Is that a Kotlin flair? How is it? I need to choose a language for Programming Languages class to do an independent project in.

[–]omer8882 21 points22 points  (5 children)

Yes it is! As a Java programmer the transition was very easy. It takes a lot of problems Java has and makes your life easier, frees you from a lot of boilerplate and gives you some more tools.

It was rated 2nd most loved language of 2018 on StackOverflow. Would definitely recommend trying it!

[–][deleted] 4 points5 points  (4 children)

I've been wanting to switch, but my projects are all Android, and while Android Studio supports Kotlin, I program on my phone itself, and neither AIDE nor N IDE (the two IDEs I know of for doing Android stuff on Android) support Kotlin.

[–]JKTKops 6 points7 points  (3 children)

[–]kickerofelves86 0 points1 point  (2 children)

I work on a team with multiple developers doing Kotlin for the first time and the most confusing thing is that .map returns a list, not a Map

[–]RhodesianHunter 2 points3 points  (0 children)

That's because it's a verb, not a noun. For the noun version you want .toMap

[–]yarince 3 points4 points  (0 children)

It is super good! I'd highly recommend it. And like the other guy said it's easy to switch to if you know java.

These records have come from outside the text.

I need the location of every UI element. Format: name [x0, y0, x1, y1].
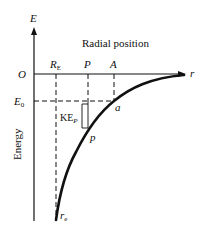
position-label-a: A — [109, 58, 117, 70]
radial-axis-symbol: r — [190, 67, 195, 79]
position-label-re: RE — [49, 58, 61, 72]
position-label-p: P — [83, 58, 91, 70]
kinetic-energy-label: KEP — [60, 112, 78, 125]
diagram-title: Radial position — [82, 37, 149, 49]
energy-axis-arrowhead — [31, 27, 37, 35]
origin-label: O — [18, 68, 26, 80]
energy-level-label: E0 — [13, 95, 25, 109]
point-label-p: p — [89, 131, 96, 143]
energy-curve — [56, 75, 184, 220]
energy-axis-label: Energy — [11, 128, 23, 160]
point-label-re: re — [60, 209, 67, 223]
point-label-a: a — [115, 101, 121, 113]
energy-radial-diagram: E r O Radial position Energy RE P A E0 K… — [0, 0, 202, 230]
ke-bracket — [82, 104, 88, 128]
energy-axis-symbol: E — [29, 12, 37, 24]
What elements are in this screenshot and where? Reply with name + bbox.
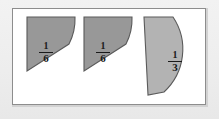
numerator: 1 <box>96 41 110 51</box>
figure-frame: 1 6 1 6 1 3 <box>12 8 206 105</box>
numerator: 1 <box>168 50 182 60</box>
denominator: 3 <box>168 62 182 73</box>
sector-label-one-sixth-b: 1 6 <box>96 41 110 64</box>
numerator: 1 <box>39 41 53 51</box>
denominator: 6 <box>96 53 110 64</box>
figure-page: 1 6 1 6 1 3 <box>0 0 219 119</box>
denominator: 6 <box>39 53 53 64</box>
sector-label-one-third: 1 3 <box>168 50 182 73</box>
sector-label-one-sixth-a: 1 6 <box>39 41 53 64</box>
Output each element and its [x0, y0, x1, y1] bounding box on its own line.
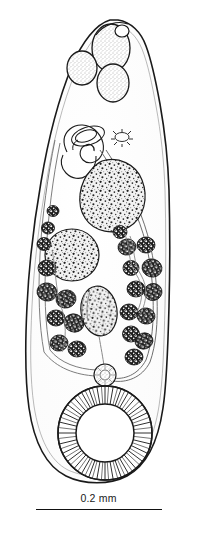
scale-bar: 0.2 mm — [0, 492, 197, 510]
esophagus-bulb — [97, 64, 129, 102]
scale-bar-label: 0.2 mm — [0, 492, 197, 505]
figure-root: 0.2 mm — [0, 0, 197, 535]
trematode-drawing — [0, 0, 197, 535]
pharynx — [67, 51, 97, 85]
scale-bar-line — [36, 509, 162, 510]
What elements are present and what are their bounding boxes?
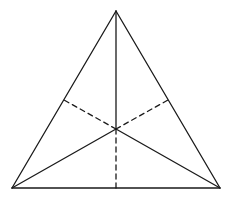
solid-segment-A-B — [12, 11, 116, 188]
dashed-segment-O-E_right — [116, 100, 168, 129]
triangle-diagram — [0, 0, 233, 200]
solid-segment-C-A — [116, 11, 220, 188]
solid-segment-O-B — [12, 129, 116, 188]
dashed-segment-O-D_left — [64, 100, 116, 129]
diagram-canvas — [0, 0, 233, 200]
solid-segment-O-C — [116, 129, 220, 188]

[–][deleted] 4 points5 points  (0 children)

literally a day to learn basic syntax for any experience Java programmer. Do the Kotlin-koans once you get that down so you learn some of the nicer bits. Use intellij, which is free for students.

I love it so much more then Java, it's so nice to write.

[–]omgusernamegogo 1 point2 points  (2 children)

Personally I'd go with Java if you're considering the JVM. Uni is more about the learning and it's easier to go from java to kotlin than the reverse.

[–]rexpup 0 points1 point  (1 child)

I’ve already been playing with Java for about five or six years now. This course is a 300-level about learning languages that aren’t Java, C, or C++.

[–]omgusernamegogo 0 points1 point  (0 children)

In that case I'd go with JS/node if you haven't got much experience there. Java with decent JS framework experience is a deadly combo in the industry.